First Muon EE chambers installed

7 September 2009

Attaching an EE chamber to the installation tool



Several new parts of the ATLAS Muon Spectrometer have been installed earlier than anticipated. The so-called ‘EE’ chambers – where EE denotes their positioning as part of an ‘extra endcap’ – were due to join the detector during the 2009-10 winter shutdown. But, making the most of a clear window following the combined run this summer, the muon team and Technical Coordination decided to introduce 10 of the 62 Monitored Drift Tube (MDT) chambers ahead of schedule.

The chambers, which sit between the Big and Small Wheels, and around the Endcap Toroid magnet at each end of the detector, will provide an extra layer of muon measurement in the ‘rapidity region’ 1 to 1.3. Particles that shoot either straight out of the barrel, perpendicular to beam direction, or those nearly parallel to beam direction, will pass through three layers of muon system. But the 1-1.3 region, where the horizontally laid chambers give way to vertical ones, is something of a no-man’s-land only covered by two layers.

“We ideally want three or more measured points in order to completely reconstruct particle momentum and other parameters,” explains co-deputy Muon Project Leader, Tatsuo Kawamoto. The installation of the 10 EE chambers in July means that, theoretically, the accuracy of momentum measurements in that region of the detector should be much improved.


Dotted lines demonstrate how the EE chambers provide an extra layer of detection for some particle trajectories.



Like much of the rest of the muon system, the EE chambers are made of two ‘multilayers’ of three layers of drift tubes. The chambers, produced in Russia, measure very approximately 5 metres by 2 metres by 40 centimetres, and weigh in at 170 kilograms each. The 16 sectors around the Endcap Toroid are each covered by two trapezium shaped chambers, with the exception of Sector 5, which has just one.

The initial plans earmarked the 2009-10 shutdown as the time when all 62 chambers would make their debut. Since that shut down will no longer take place and there was time available for the installation earlier this year, the teams involved decided to begin it ahead of time. The result of this is that 10 chambers are now in place for first data – an unexpected bonus.

In fact, Sector 5 on both sides of the detector had been installed since February this year. Unlike the other chambers, it sits permanently atop the Endcap Toroid, which it uses as a support structure. In a neat bit of design trickery, when the Endcap Toroid is moved outwards it reveals the now partially-installed support structures for the small chambers (which reside in the even Sectors 2 -16): a double aluminium rail, consisting of two concentric circles.

When the detector is semi-open, and the support rails are exposed at Sector 5, the other chambers can be cleverly slotted into the absent Sector 5 position and shimmied along into their rightful places, tucked just inside the Barrel Toroid magnets. “In this way the chambers will arrive in their final position behind the magnet coils. This position is very difficult to reach from the front of the detector,” explains Muon Project Leader Ludovico Pontecorvo.

The July operation, which focussed on the large sectors instead, took some careful planning though. “For the installation, it was necessary to dismount the cryogenic pumps of the toroid. This is a rather nasty operation for the magnet team, because the pumps weigh around 300 kilos,” explains Ludovico.


Placing an EE chamber



During the two-week operation, the engineers installed Sectors 11 and 13 on Side A and Sectors 13 and 15 on Side C – a total of eight large chambers. They even managed not to have to dismantle the pumps in Sector 13, in what Tatsuo describes as “a very acrobatic operation”.

He and Ludovico anticipate installing the remainder of the chambers and the small chamber support structures whenever the next long shutdown comes around. “We can’t install the rest of the superstructures this year because we need to dismantle some gangways for that, and it’s a large job,” Tatsuo explains. When all the chambers are in place, we can expect a factor of two or three improvement in muon momentum resolution in the region.

“We’d really like to thank the technicians who have done these tricky operations and the engineers who designed the rather complicated mechanical structure,” smiles Ludovico. “There was a huge effort of the technical coordination and in particular the technicians doing this very delicate operation.”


- _Task objective_: Filter out every line below that lacks "volcanic", and copy the rest.

(Figure dataset records)
::::::::
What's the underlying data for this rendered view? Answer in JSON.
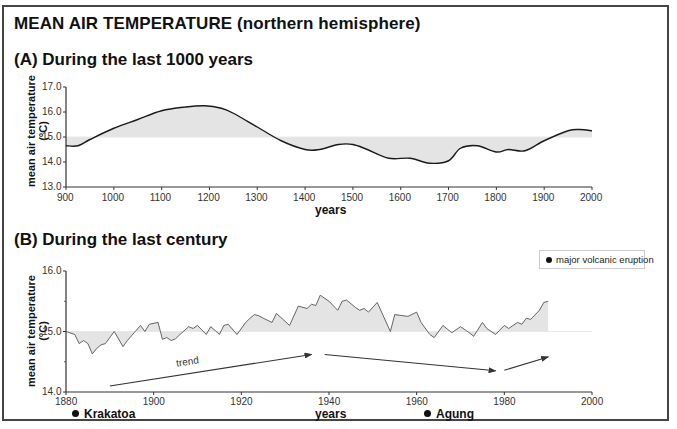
{
  "title": "MEAN AIR TEMPERATURE (northern hemisphere)",
  "panels": {
    "a": {
      "subtitle": "(A) During the last 1000 years",
      "ylabel_line1": "mean air temperature",
      "ylabel_line2": "(°C)",
      "xlabel": "years",
      "yticks": [
        "17.0",
        "16.0",
        "15.0",
        "14.0",
        "13.0"
      ],
      "xticks": [
        "900",
        "1000",
        "1100",
        "1200",
        "1300",
        "1400",
        "1500",
        "1600",
        "1700",
        "1800",
        "1900",
        "2000"
      ]
    },
    "b": {
      "subtitle": "(B) During the last century",
      "ylabel_line1": "mean air temperature",
      "ylabel_line2": "(°C)",
      "xlabel": "years",
      "yticks": [
        "16.0",
        "15.0",
        "14.0"
      ],
      "xticks": [
        "1880",
        "1900",
        "1920",
        "1940",
        "1960",
        "1980",
        "2000"
      ],
      "trend_label": "trend",
      "legend_label": "major volcanic eruption",
      "eruptions": [
        {
          "name": "Krakatoa",
          "year": 1883
        },
        {
          "name": "Agung",
          "year": 1963
        }
      ]
    }
  },
  "colors": {
    "line": "#1a1a1a",
    "line_b": "#555555",
    "fill": "#e4e4e4",
    "baseline": "#e8e8e8",
    "frame": "#444444"
  },
  "chart_data": [
    {
      "type": "line",
      "title": "(A) During the last 1000 years",
      "xlabel": "years",
      "ylabel": "mean air temperature (°C)",
      "xlim": [
        900,
        2000
      ],
      "ylim": [
        13.0,
        17.0
      ],
      "baseline": 15.0,
      "grid": false,
      "x": [
        900,
        925,
        950,
        1000,
        1050,
        1100,
        1150,
        1190,
        1225,
        1250,
        1300,
        1350,
        1400,
        1430,
        1470,
        1500,
        1530,
        1575,
        1620,
        1660,
        1700,
        1725,
        1760,
        1800,
        1825,
        1860,
        1900,
        1950,
        1975,
        2000
      ],
      "values": [
        14.65,
        14.65,
        14.9,
        15.35,
        15.7,
        16.05,
        16.2,
        16.25,
        16.15,
        15.95,
        15.4,
        14.85,
        14.5,
        14.5,
        14.7,
        14.7,
        14.5,
        14.15,
        14.15,
        13.95,
        14.05,
        14.55,
        14.65,
        14.4,
        14.5,
        14.45,
        14.85,
        15.25,
        15.3,
        15.25
      ]
    },
    {
      "type": "line",
      "title": "(B) During the last century",
      "xlabel": "years",
      "ylabel": "mean air temperature (°C)",
      "xlim": [
        1880,
        2000
      ],
      "ylim": [
        14.0,
        16.0
      ],
      "baseline": 15.0,
      "grid": false,
      "legend": [
        "major volcanic eruption"
      ],
      "annotations": [
        "Krakatoa (1883)",
        "Agung (1963)",
        "trend"
      ],
      "x": [
        1880,
        1882,
        1883,
        1884,
        1885,
        1886,
        1887,
        1888,
        1889,
        1891,
        1893,
        1894,
        1897,
        1898,
        1899,
        1901,
        1902,
        1903,
        1904,
        1905,
        1906,
        1908,
        1909,
        1910,
        1912,
        1913,
        1914,
        1915,
        1916,
        1917,
        1919,
        1921,
        1922,
        1923,
        1924,
        1925,
        1927,
        1928,
        1931,
        1933,
        1935,
        1936,
        1937,
        1938,
        1940,
        1942,
        1943,
        1944,
        1946,
        1947,
        1948,
        1949,
        1951,
        1954,
        1955,
        1958,
        1960,
        1961,
        1963,
        1964,
        1966,
        1968,
        1970,
        1972,
        1973,
        1975,
        1976,
        1978,
        1980,
        1981,
        1983,
        1984,
        1985,
        1986,
        1988,
        1989,
        1990
      ],
      "values": [
        15.0,
        14.95,
        14.8,
        14.85,
        14.8,
        14.63,
        14.72,
        14.78,
        14.8,
        15.0,
        14.75,
        14.85,
        15.1,
        15.0,
        15.12,
        15.15,
        14.87,
        14.9,
        14.85,
        14.88,
        14.95,
        15.08,
        15.05,
        15.1,
        14.95,
        15.08,
        15.02,
        14.95,
        15.1,
        15.12,
        14.95,
        15.15,
        15.22,
        15.28,
        15.26,
        15.22,
        15.15,
        15.3,
        15.1,
        15.42,
        15.38,
        15.45,
        15.43,
        15.6,
        15.5,
        15.35,
        15.5,
        15.52,
        15.4,
        15.35,
        15.38,
        15.32,
        15.48,
        15.0,
        15.28,
        15.25,
        15.32,
        15.15,
        14.95,
        14.9,
        15.1,
        14.98,
        15.08,
        14.98,
        14.92,
        15.15,
        15.05,
        14.95,
        15.1,
        15.05,
        15.15,
        15.12,
        15.22,
        15.2,
        15.35,
        15.48,
        15.5
      ],
      "trend_arrows": [
        {
          "from": [
            1890,
            14.1
          ],
          "to": [
            1936,
            14.62
          ]
        },
        {
          "from": [
            1939,
            14.62
          ],
          "to": [
            1978,
            14.35
          ]
        },
        {
          "from": [
            1980,
            14.36
          ],
          "to": [
            1990,
            14.58
          ]
        }
      ]
    }
  ]
}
::::::::
- _Written reply_:
      "legend_label": "major volcanic eruption",
        "major volcanic eruption"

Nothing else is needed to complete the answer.